问题
I was having a look at the section on memory barriers as described in http://www.albahari.com/threading/part4.aspx and attempted to make an async/await version of the example provided under 'Do We Really Need Locks and Barriers?':
public class Program
{
static void Main(string[] args)
{
TestAsync();
Console.ReadKey(true);
}
private static async void TestAsync()
{
bool complete = false;
Func<Task> testFunc = async () =>
{
await Task.Delay(1000);
bool toggle = false;
while (!complete) toggle = !toggle;
};
var task = testFunc();
Thread.Sleep(2000);
complete = true;
await task;
Console.WriteLine("Done");
}
}
When run under release mode without debugging, the program will never finish as per the original threading example it's based off.

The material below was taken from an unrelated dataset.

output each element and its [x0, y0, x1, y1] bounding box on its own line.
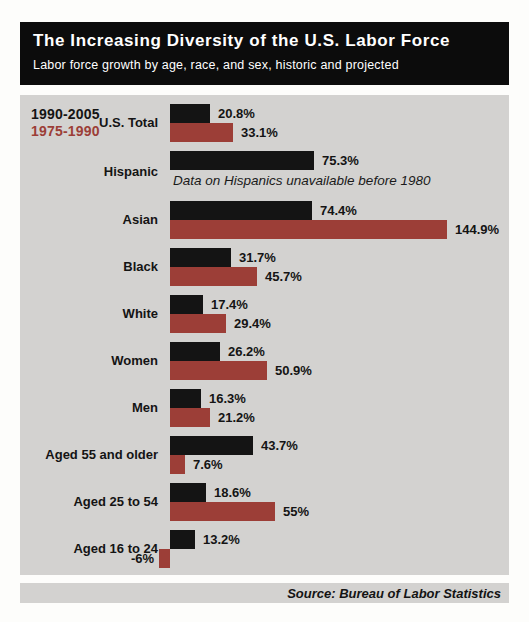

However, I was under the impression with async/await because of the way the context is saved it would prevent these kinds of issues. Or do all thread safety rules still apply when using async/await?
回答1:
This is actually a compile optimization issue. When you compile in release for some reason it predicts complete will never be true and infinitely runs your application. Since you've based this on another example I'm guessing you already knew that. But as far as the async / await it can't be blamed.
To make this work you would still need to set complete as a volatile variable like so:
static volatile bool complete = false;
This will tell the compiler to check it every cycle regardless and it will work.
I'm not saying I agree with it but what's happening is the compiler is seeing complete unchanged all the way up to the point of the while(!complete) section and since there is no volatile keyword it decides it's never going to change to optimize performance.
Another way to make this work is to remove the compiler optimizations. You can click on the project Properties and then the Build tab and uncheck 'Optimize code'. Then it will work in release.
回答2:
The problem is that access to the complete
variable is not synchronized. await
will insert barriers before and after the task runs, to make sure that the task continuation sees new values, but notice that in this example that won't help. After complete = true
, the fact that the task is awaited does not insert a barrier, and anyway, the looping thread is not synchronizing on the variable read either.
The compiler is allowed to optimize the code, but, even if not, the code might also run forever in practice, as the value of the complete
variable is never explicitly made visible between the two threads.
This can be solved by synchronizing methods, like 'volatile'.